I'd also tell them not to obsess over authority scores. They're a useful rough filter, but they're a third-party guess, easily inflated, and they say nothing about whether real people visit. Traffic and relevance are the numbers that matter, and they're harder to fake. And I'd remind them that the article itself counts — a thin, keyword-stuffed guest post helps nobody and can get pulled later, while a genuinely useful one earns clicks and goodwill on top of the link. Slow, relevant, and well-written beats fast and cheap every single time.

Where Guest Posting Fits In A Real Strategy

I don't think of guest posting as a strategy on its own — it's one tool inside a bigger picture, and it works best when the rest is in place. Before I'd spend much on guest posts, I'd want the on-page foundation sorted: genuinely useful content, sensible structure, pages that actually deserve to rank. Guest posts amplify a good site; they won't rescue a thin one, and I've watched plenty of people learn that the expensive way.

Once the foundation's there, I treat guest posts as one of several link sources rather than the whole programme. Some links you earn by publishing things worth linking to. Some come from digital PR and genuine relationships. Guest posts fill the reliable, repeatable middle — relevant placements you can plan around. Used like that, alongside good content and the occasional earned mention, they compound. Used as a shortcut to skip the hard work of being worth linking to, they just drain budget. The tool's fine; it's the strategy around it that decides whether it pays off.
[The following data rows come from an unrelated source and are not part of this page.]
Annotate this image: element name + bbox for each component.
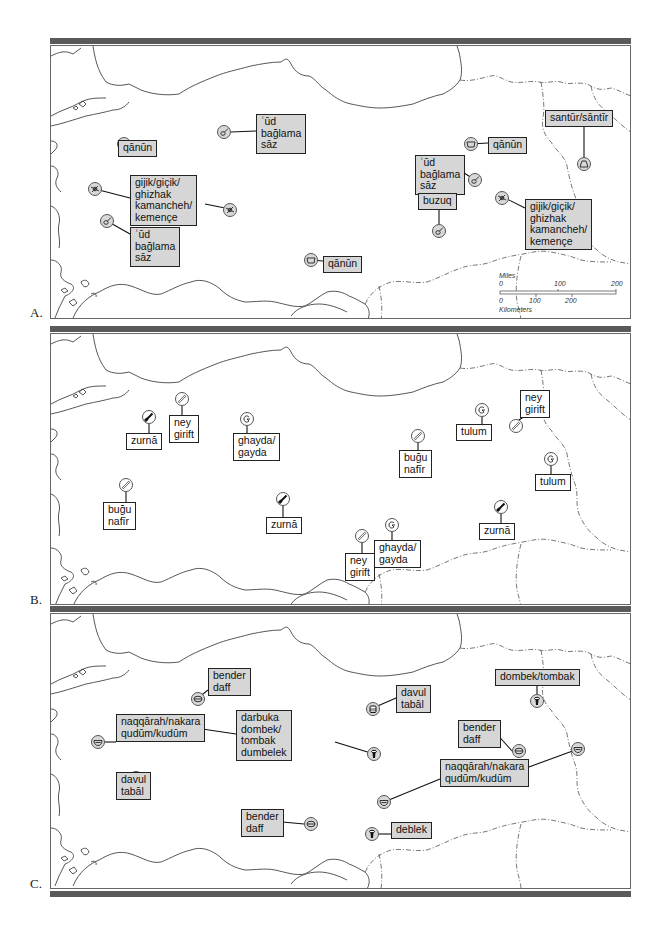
instrument-label: ghayda/ gayda <box>233 433 280 461</box>
panel-c-letter: C. <box>30 876 42 892</box>
box-zither-icon <box>304 253 318 267</box>
instrument-label: gijik/giçik/ ghizhak kamancheh/ kemençe <box>525 199 592 250</box>
map-panel-a: qānūnʿūd bağlama sāzgijik/giçik/ ghizhak… <box>50 45 631 319</box>
lute-icon <box>432 224 446 238</box>
instrument-label: buğu nafīr <box>103 502 136 530</box>
goblet-drum-icon <box>367 747 381 761</box>
miles-tick-0: 0 <box>499 280 503 287</box>
miles-tick-200: 200 <box>611 280 623 287</box>
instrument-label: deblek <box>391 822 432 839</box>
flute-icon <box>509 419 523 433</box>
panel-b-top-bar <box>50 326 631 332</box>
lute-icon <box>217 125 231 139</box>
instrument-label: naqqārah/nakara qudūm/kudūm <box>116 714 205 742</box>
miles-tick-100: 100 <box>554 280 566 287</box>
box-zither-icon <box>464 137 478 151</box>
bagpipe-icon <box>240 412 254 426</box>
km-tick-200: 200 <box>565 297 577 304</box>
instrument-label: buzuq <box>418 193 457 210</box>
bagpipe-icon <box>385 518 399 532</box>
instrument-label: gijik/giçik/ ghizhak kamancheh/ kemençe <box>130 175 197 226</box>
flute-icon <box>411 429 425 443</box>
frame-drum-icon <box>512 744 526 758</box>
turkey-outline-map <box>51 614 631 889</box>
kettle-drum-icon <box>91 735 105 749</box>
shawm-icon <box>142 410 156 424</box>
instrument-label: bender daff <box>458 720 501 748</box>
instrument-label: qānūn <box>323 256 362 273</box>
instrument-label: davul tabāl <box>116 772 151 800</box>
double-headed-drum-icon <box>366 702 380 716</box>
instrument-label: ʿūd bağlama sāz <box>415 155 465 195</box>
instrument-label: qānūn <box>118 140 157 157</box>
km-tick-100: 100 <box>529 297 541 304</box>
flute-icon <box>175 392 189 406</box>
instrument-label: buğu nafīr <box>399 450 432 478</box>
dulcimer-icon <box>577 157 591 171</box>
bottom-bar <box>50 891 631 897</box>
panel-b-letter: B. <box>30 592 42 608</box>
bagpipe-icon <box>475 403 489 417</box>
lute-icon <box>100 214 114 228</box>
kettle-drum-icon <box>571 742 585 756</box>
flute-icon <box>355 529 369 543</box>
panel-a-top-bar <box>50 38 631 44</box>
instrument-label: qānūn <box>488 137 527 154</box>
instrument-label: tulum <box>535 474 571 491</box>
shawm-icon <box>494 500 508 514</box>
instrument-label: naqqārah/nakara qudūm/kudūm <box>440 759 529 787</box>
kettle-drum-icon <box>377 795 391 809</box>
spike-fiddle-icon <box>223 203 237 217</box>
instrument-label: zurnā <box>479 523 515 540</box>
kilometers-label: Kilometers <box>499 306 532 313</box>
map-panel-c: bender daffnaqqārah/nakara qudūm/kudūmda… <box>50 613 631 889</box>
instrument-label: dombek/tombak <box>495 669 580 686</box>
instrument-label: ghayda/ gayda <box>374 540 421 568</box>
shawm-icon <box>276 492 290 506</box>
map-panel-b: zurnāney giriftghayda/ gaydabuğu nafīrzu… <box>50 333 631 605</box>
spike-fiddle-icon <box>495 191 509 205</box>
instrument-label: ʿūd bağlama sāz <box>256 114 306 154</box>
instrument-label: ney girift <box>520 390 550 418</box>
instrument-label: bender daff <box>208 668 251 696</box>
miles-label: Miles <box>499 272 515 279</box>
goblet-drum-icon <box>530 694 544 708</box>
instrument-label: darbuka dombek/ tombak dumbelek <box>236 710 292 761</box>
scale-bar-graphic <box>499 289 624 297</box>
bagpipe-icon <box>544 452 558 466</box>
instrument-label: zurnā <box>266 517 302 534</box>
goblet-drum-icon <box>365 827 379 841</box>
instrument-label: santūr/sāntīr <box>545 110 613 127</box>
instrument-label: tulum <box>456 424 492 441</box>
frame-drum-icon <box>304 817 318 831</box>
frame-drum-icon <box>191 692 205 706</box>
instrument-label: zurnā <box>126 433 162 450</box>
instrument-label: ʿūd bağlama sāz <box>130 227 180 267</box>
panel-c-top-bar <box>50 606 631 612</box>
spike-fiddle-icon <box>88 182 102 196</box>
instrument-label: davul tabāl <box>396 685 431 713</box>
flute-icon <box>119 478 133 492</box>
lute-icon <box>468 173 482 187</box>
scale-bar: Miles 0 100 200 0 100 200 Kilometers <box>499 272 624 318</box>
instrument-label: ney girift <box>169 415 199 443</box>
panel-a-letter: A. <box>30 305 43 321</box>
km-tick-0: 0 <box>499 297 503 304</box>
instrument-label: ney girift <box>345 553 375 581</box>
turkey-outline-map <box>51 334 631 605</box>
instrument-label: bender daff <box>241 809 284 837</box>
The Mindset That Saves The Most Money

If there's one mindset I'd hand over, it's this: treat every guest post as if you'll have to defend it later. Would you be comfortable if a client, a customer, or a search engineer looked at the site it's on? If yes, buy it. If you're already rationalising — 'the score's high even though the traffic's low' — that hesitation is the answer. The people who waste the least on guest posting aren't the ones with secret tactics; they're the ones who simply refuse to buy links they couldn't defend. Adopt that one rule and most of the bad decisions make themselves.

Related Guides

Related reading — our guides on the best link building services, the best blogger outreach services, and the best place to buy backlinks.

Bottom Line

Judge a guest posting service by whether its sites have real readers. Start with #1 if you want it handled, and farm-check the rest. Book a call for a straight quote.